"Everyone" also isn't quite right, as there are many evil races that wouldn't normal[l]y cooperate in such cases. A simple filter for this would be of[f]icial playable races that are (mostly) neutral or good aligned, so excluding races such as orcs and goblins.
Well, "sentient", "mortal", and "raman" have nothing to do with morality; "civilized" and "society" only concern morality under their 19th-century imperialist senses (at which point you're treading water around "Are we the baddies?"); and "free peoples" and "free folk" work in context if you're contrasting it with a slave or fascist state but better suit situations like Mr Martin's, where anarchic badlands are being contrasted with kingdoms and hierarchical leadership of any sort.
"The Good Races" may catch in an American or German throat, but this is a world where alignment is real to the point of being physically detectable.
The Good
Collective adj. The good people, collectively.
is a fine way to refer to those who are not selfish or evil. (Here is one example in the wild.) Similarly, you could go with "the Good Peoples of the Realm/Plane/Multiverse/whathaveyou".
If you want to pick the nit that PC races can and often are selfish or evil as individuals, you could do something silly like calling them "the Good-Capable", "the Possibly Good", &c. or something religious like "the Savable", "the Redeemable", &c. or something bitter and Po-Mo like "the Notionally Good", "the So-called Good", &c.
Really, though, you're defining the boundary between the people you consider people and those you consider monsters. If you don't just want to go classic "Us" versus "Them", just use the base words
The People,
"the Folk", &c. You could object that such terms are too broad. They aren't. Any race your LG paladin can slay on sight—whose children your LG paladin could slay on sight—with alignment impunity isn't considered an actual race of people in your game, but some kind of varmint, pollution, pestilence, &c. to be removed for the actual decent folk of your world.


### What to work on
Your task is to extract every entry that follows word for word while excluding the pictures.

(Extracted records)
####################

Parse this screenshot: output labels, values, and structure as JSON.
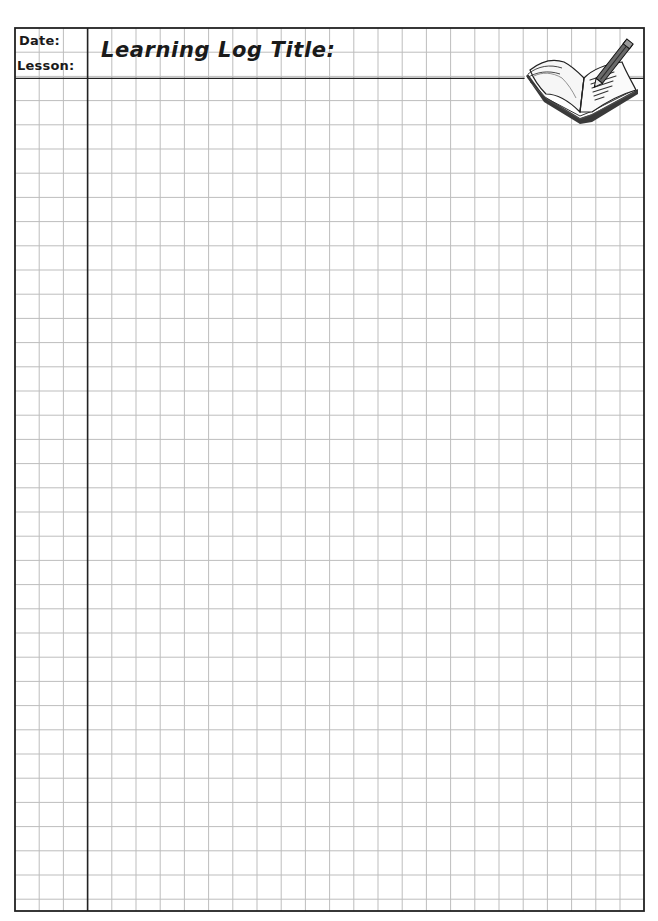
{
  "header": {
    "date_label": "Date:",
    "lesson_label": "Lesson:",
    "title_label": "Learning Log Title:"
  },
  "grid": {
    "left": 15,
    "right": 644,
    "top": 28,
    "bottom": 911,
    "cell_size": 24.2,
    "columns": 26,
    "full_rows": 36,
    "margin_column_x": 87.6,
    "header_line_y": 78.4,
    "line_color": "#bdbdbd",
    "border_color": "#222222"
  },
  "illustration": {
    "icon": "open-book-with-pencil-icon"
  }
}
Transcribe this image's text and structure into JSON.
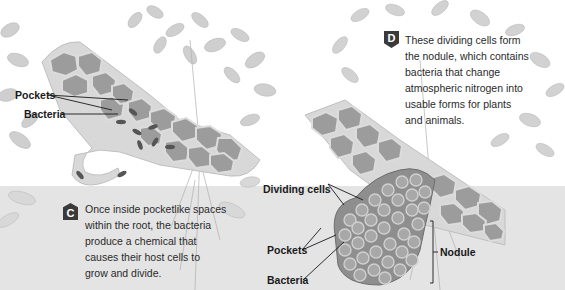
{
  "diagram": {
    "topic": "Root nodule formation",
    "colors": {
      "background": "#ffffff",
      "soil": "#e4e4e4",
      "cell_fill": "#9a9a9a",
      "cell_wall": "#d6d6d6",
      "foliage": "#c8c8c8",
      "badge": "#3a3a3a",
      "text": "#1a1a1a"
    },
    "step_c": {
      "badge": "C",
      "caption_lines": [
        "Once inside pocketlike spaces",
        "within the root, the bacteria",
        "produce a chemical that",
        "causes their host cells to",
        "grow and divide."
      ]
    },
    "step_d": {
      "badge": "D",
      "caption_lines": [
        "These dividing cells form",
        "the nodule, which contains",
        "bacteria that change",
        "atmospheric nitrogen into",
        "usable forms for plants",
        "and animals."
      ]
    },
    "left_labels": {
      "pockets": "Pockets",
      "bacteria": "Bacteria"
    },
    "right_labels": {
      "dividing_cells": "Dividing cells",
      "pockets": "Pockets",
      "bacteria": "Bacteria",
      "nodule": "Nodule"
    }
  }
}
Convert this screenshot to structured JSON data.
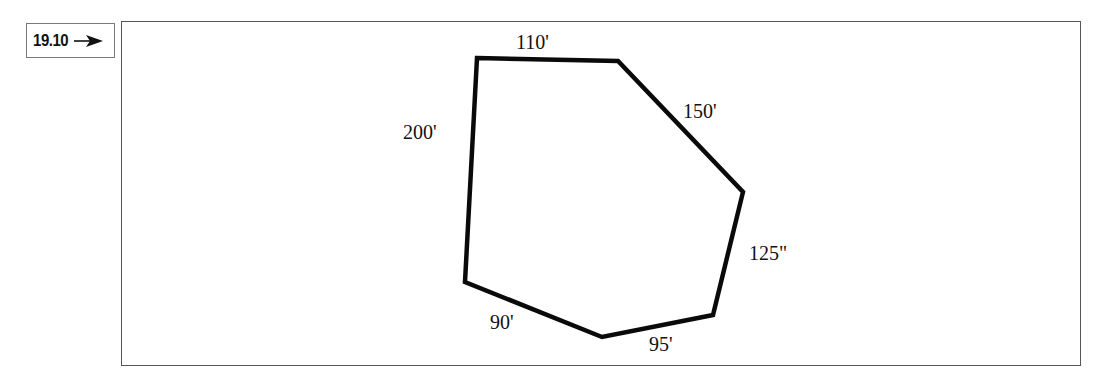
{
  "figure": {
    "number_label": "19.10",
    "pointer_icon": "right-arrow-icon"
  },
  "polygon": {
    "stroke_color": "#0a0a0a",
    "vertices": [
      {
        "x": 477,
        "y": 58
      },
      {
        "x": 618,
        "y": 61
      },
      {
        "x": 743,
        "y": 192
      },
      {
        "x": 713,
        "y": 315
      },
      {
        "x": 602,
        "y": 337
      },
      {
        "x": 465,
        "y": 282
      }
    ],
    "sides": [
      {
        "label": "110'",
        "from": 0,
        "to": 1
      },
      {
        "label": "150'",
        "from": 1,
        "to": 2
      },
      {
        "label": "125\"",
        "from": 2,
        "to": 3
      },
      {
        "label": "95'",
        "from": 3,
        "to": 4
      },
      {
        "label": "90'",
        "from": 4,
        "to": 5
      },
      {
        "label": "200'",
        "from": 5,
        "to": 0
      }
    ]
  }
}
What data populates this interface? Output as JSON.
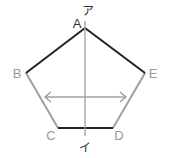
{
  "diagram": {
    "title": "",
    "vertices": [
      {
        "label": "A",
        "x": 85,
        "y": 28
      },
      {
        "label": "B",
        "x": 26,
        "y": 73
      },
      {
        "label": "C",
        "x": 58,
        "y": 128
      },
      {
        "label": "D",
        "x": 113,
        "y": 128
      },
      {
        "label": "E",
        "x": 145,
        "y": 73
      }
    ],
    "axis": {
      "top_label": "ア",
      "bottom_label": "イ"
    },
    "colors": {
      "dark": "#222222",
      "gray": "#a0a0a0",
      "label": "#999999"
    }
  }
}
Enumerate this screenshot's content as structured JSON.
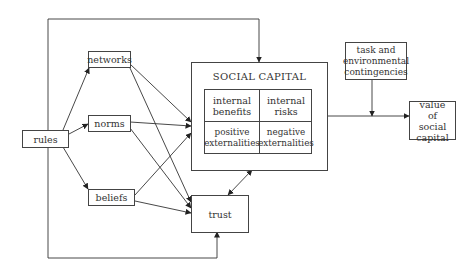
{
  "diagram": {
    "nodes": {
      "rules": "rules",
      "networks": "networks",
      "norms": "norms",
      "beliefs": "beliefs",
      "social_capital": {
        "title": "SOCIAL CAPITAL",
        "cells": {
          "internal_benefits": "internal benefits",
          "internal_risks": "internal risks",
          "positive_externalities": "positive externalities",
          "negative_externalities": "negative externalities"
        }
      },
      "trust": "trust",
      "task": "task and environmental contingencies",
      "value": "value of social capital"
    },
    "edges": [
      {
        "from": "rules",
        "to": "networks"
      },
      {
        "from": "rules",
        "to": "norms"
      },
      {
        "from": "rules",
        "to": "beliefs"
      },
      {
        "from": "rules",
        "to": "social_capital"
      },
      {
        "from": "rules",
        "to": "trust"
      },
      {
        "from": "networks",
        "to": "social_capital"
      },
      {
        "from": "networks",
        "to": "trust"
      },
      {
        "from": "norms",
        "to": "social_capital"
      },
      {
        "from": "norms",
        "to": "trust"
      },
      {
        "from": "beliefs",
        "to": "social_capital"
      },
      {
        "from": "beliefs",
        "to": "trust"
      },
      {
        "from": "social_capital",
        "to": "trust",
        "bidirectional": true
      },
      {
        "from": "social_capital",
        "to": "value"
      },
      {
        "from": "task",
        "to": "social_capital-value-link"
      }
    ]
  }
}
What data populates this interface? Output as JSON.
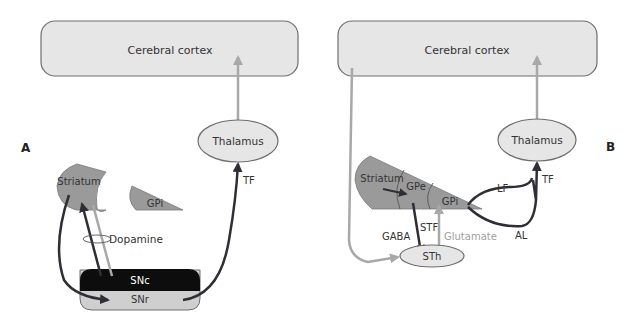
{
  "panels": [
    {
      "letter": "A",
      "cortex": "Cerebral cortex",
      "thalamus": "Thalamus",
      "striatum": "Striatum",
      "gpi": "GPi",
      "dopamine": "Dopamine",
      "snc": "SNc",
      "snr": "SNr",
      "tf": "TF"
    },
    {
      "letter": "B",
      "cortex": "Cerebral cortex",
      "thalamus": "Thalamus",
      "striatum": "Striatum",
      "gpe": "GPe",
      "gpi": "GPi",
      "lf": "LF",
      "al": "AL",
      "tf": "TF",
      "stf": "STF",
      "gaba": "GABA",
      "glutamate": "Glutamate",
      "sth": "STh"
    }
  ],
  "colors": {
    "background": "#ffffff",
    "box_fill": "#e6e6e6",
    "box_stroke": "#6e6e6e",
    "nucleus_fill": "#9a9a9a",
    "snc_fill": "#0d0d0d",
    "snr_fill": "#cfcfcf",
    "dark_arrow": "#2e2e34",
    "light_arrow": "#a8a8a8",
    "glutamate_text": "#a0a0a0"
  }
}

####################

### Answer space
Parse this screenshot: output labels, values, and structure as JSON.
{
  "header": {
    "date_label": "Date:",
    "lesson_label": "Lesson:",
    "title_label": "Learning Log Title:"
  },
  "grid": {
    "left": 15,
    "right": 644,
    "top": 28,
    "bottom": 911,
    "cell_size": 24.2,
    "columns": 26,
    "full_rows": 36,
    "margin_column_x": 87.6,
    "header_line_y": 78.4,
    "line_color": "#bdbdbd",
    "border_color": "#222222"
  },
  "illustration": {
    "icon": "open-book-with-pencil-icon"
  }
}
Transcribe this image's text and structure into JSON.
{
  "diagram": {
    "topic": "Root nodule formation",
    "colors": {
      "background": "#ffffff",
      "soil": "#e4e4e4",
      "cell_fill": "#9a9a9a",
      "cell_wall": "#d6d6d6",
      "foliage": "#c8c8c8",
      "badge": "#3a3a3a",
      "text": "#1a1a1a"
    },
    "step_c": {
      "badge": "C",
      "caption_lines": [
        "Once inside pocketlike spaces",
        "within the root, the bacteria",
        "produce a chemical that",
        "causes their host cells to",
        "grow and divide."
      ]
    },
    "step_d": {
      "badge": "D",
      "caption_lines": [
        "These dividing cells form",
        "the nodule, which contains",
        "bacteria that change",
        "atmospheric nitrogen into",
        "usable forms for plants",
        "and animals."
      ]
    },
    "left_labels": {
      "pockets": "Pockets",
      "bacteria": "Bacteria"
    },
    "right_labels": {
      "dividing_cells": "Dividing cells",
      "pockets": "Pockets",
      "bacteria": "Bacteria",
      "nodule": "Nodule"
    }
  }
}
Convert this screenshot to structured JSON data.
{
  "figure": {
    "number_label": "19.10",
    "pointer_icon": "right-arrow-icon"
  },
  "polygon": {
    "stroke_color": "#0a0a0a",
    "vertices": [
      {
        "x": 477,
        "y": 58
      },
      {
        "x": 618,
        "y": 61
      },
      {
        "x": 743,
        "y": 192
      },
      {
        "x": 713,
        "y": 315
      },
      {
        "x": 602,
        "y": 337
      },
      {
        "x": 465,
        "y": 282
      }
    ],
    "sides": [
      {
        "label": "110'",
        "from": 0,
        "to": 1
      },
      {
        "label": "150'",
        "from": 1,
        "to": 2
      },
      {
        "label": "125\"",
        "from": 2,
        "to": 3
      },
      {
        "label": "95'",
        "from": 3,
        "to": 4
      },
      {
        "label": "90'",
        "from": 4,
        "to": 5
      },
      {
        "label": "200'",
        "from": 5,
        "to": 0
      }
    ]
  }
}
What data populates this interface? Output as JSON.
{
  "diagram": {
    "title": "",
    "vertices": [
      {
        "label": "A",
        "x": 85,
        "y": 28
      },
      {
        "label": "B",
        "x": 26,
        "y": 73
      },
      {
        "label": "C",
        "x": 58,
        "y": 128
      },
      {
        "label": "D",
        "x": 113,
        "y": 128
      },
      {
        "label": "E",
        "x": 145,
        "y": 73
      }
    ],
    "axis": {
      "top_label": "ア",
      "bottom_label": "イ"
    },
    "colors": {
      "dark": "#222222",
      "gray": "#a0a0a0",
      "label": "#999999"
    }
  }
}
Enumerate this screenshot's content as structured JSON.
{
  "diagram": {
    "nodes": {
      "rules": "rules",
      "networks": "networks",
      "norms": "norms",
      "beliefs": "beliefs",
      "social_capital": {
        "title": "SOCIAL CAPITAL",
        "cells": {
          "internal_benefits": "internal benefits",
          "internal_risks": "internal risks",
          "positive_externalities": "positive externalities",
          "negative_externalities": "negative externalities"
        }
      },
      "trust": "trust",
      "task": "task and environmental contingencies",
      "value": "value of social capital"
    },
    "edges": [
      {
        "from": "rules",
        "to": "networks"
      },
      {
        "from": "rules",
        "to": "norms"
      },
      {
        "from": "rules",
        "to": "beliefs"
      },
      {
        "from": "rules",
        "to": "social_capital"
      },
      {
        "from": "rules",
        "to": "trust"
      },
      {
        "from": "networks",
        "to": "social_capital"
      },
      {
        "from": "networks",
        "to": "trust"
      },
      {
        "from": "norms",
        "to": "social_capital"
      },
      {
        "from": "norms",
        "to": "trust"
      },
      {
        "from": "beliefs",
        "to": "social_capital"
      },
      {
        "from": "beliefs",
        "to": "trust"
      },
      {
        "from": "social_capital",
        "to": "trust",
        "bidirectional": true
      },
      {
        "from": "social_capital",
        "to": "value"
      },
      {
        "from": "task",
        "to": "social_capital-value-link"
      }
    ]
  }
}
What data populates this interface? Output as JSON.
{
  "panels": [
    {
      "letter": "A",
      "cortex": "Cerebral cortex",
      "thalamus": "Thalamus",
      "striatum": "Striatum",
      "gpi": "GPi",
      "dopamine": "Dopamine",
      "snc": "SNc",
      "snr": "SNr",
      "tf": "TF"
    },
    {
      "letter": "B",
      "cortex": "Cerebral cortex",
      "thalamus": "Thalamus",
      "striatum": "Striatum",
      "gpe": "GPe",
      "gpi": "GPi",
      "lf": "LF",
      "al": "AL",
      "tf": "TF",
      "stf": "STF",
      "gaba": "GABA",
      "glutamate": "Glutamate",
      "sth": "STh"
    }
  ],
  "colors": {
    "background": "#ffffff",
    "box_fill": "#e6e6e6",
    "box_stroke": "#6e6e6e",
    "nucleus_fill": "#9a9a9a",
    "snc_fill": "#0d0d0d",
    "snr_fill": "#cfcfcf",
    "dark_arrow": "#2e2e34",
    "light_arrow": "#a8a8a8",
    "glutamate_text": "#a0a0a0"
  }
}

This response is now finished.